20 March 1880: National Bell Telephone merges with others to form the American Bell Telephone Company. 1 April 1880: world's first wireless telephone call on Bell and Tainter's photophone (distant precursor to fiber-optic communications) from the Franklin School in Washington, D.C. to the window of Bell's laboratory, 213 meters away. [20] [21]
Before the dial telephone arrived, the telephone exchange with telephone switchboards and operators played a crucial role in connecting telephone calls.

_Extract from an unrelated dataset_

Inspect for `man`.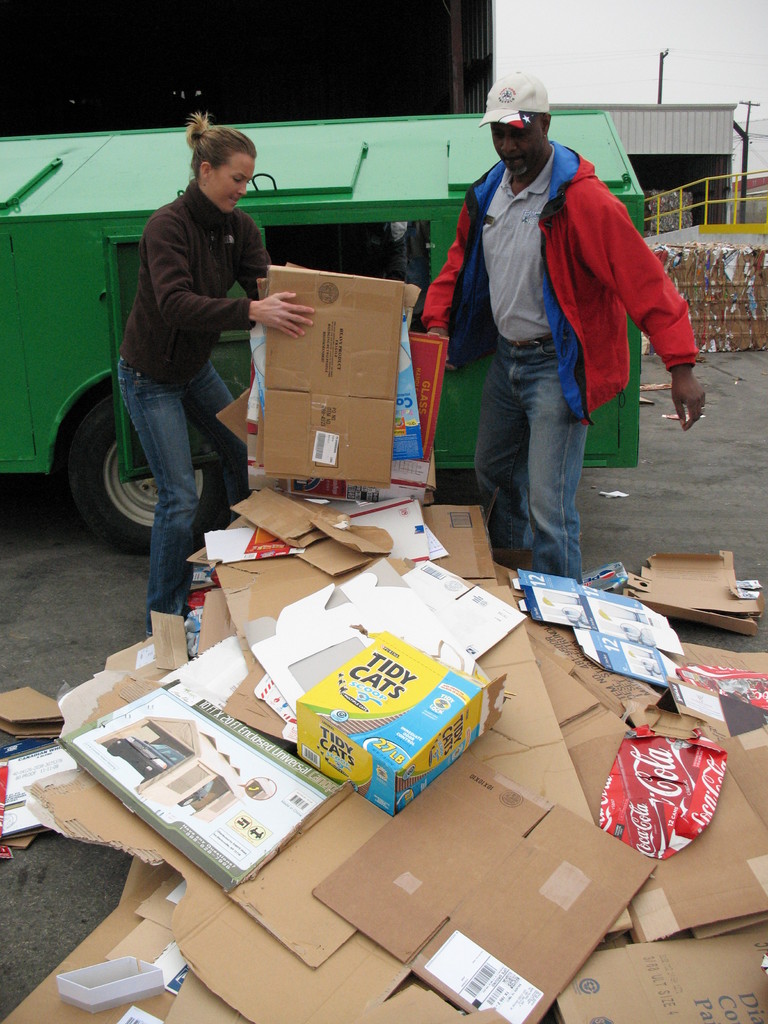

A telephone switchboard is a device that allows telephone lines to be interconnected, enabling the routing of calls between different telephones or telephone networks. [39]
Because of illness and other commitments, Bell made little or no telephone improvements or experiments for eight months until after his U.S. patent 174,465 was published., [30] but within a year the first telephone exchange was built in Connecticut and the Bell Telephone Company was created in 1877, with Bell the owner of a third of the shares ...
The electric telephone was invented in the 1870s, based on earlier work with harmonic (multi-signal) telegraphs. The first commercial telephone services were set up in 1878 and 1879 on both sides of the Atlantic in the cities of New Haven, Connecticut in the US and London, England in the UK.
It was the first wire conversation ever held. Yesterday afternoon [on January 25, 1915], the same two men talked by telephone to each other over a 3,400-mile wire between New York and San Francisco. Dr. Bell, the veteran inventor of the telephone, was in New York, and Mr. Watson, his former associate, was on the other side of the continent. [113]
He introduced the first commercial telefax service between Paris and Lyon in 1865, some 11 years before the invention of the telephone. [11] [12] In 1880, English inventor Shelford Bidwell constructed the scanning phototelegraph that was the first telefax machine to scan any two-dimensional original, not requiring manual plotting or drawing. [13]
Before the development of the electric telephone, the term telephone was applied to other inventions, and not all early researchers of the electrical device used the term. Perhaps the earliest use of the word for a communications system was the telephon created by Gottfried Huth in 1796.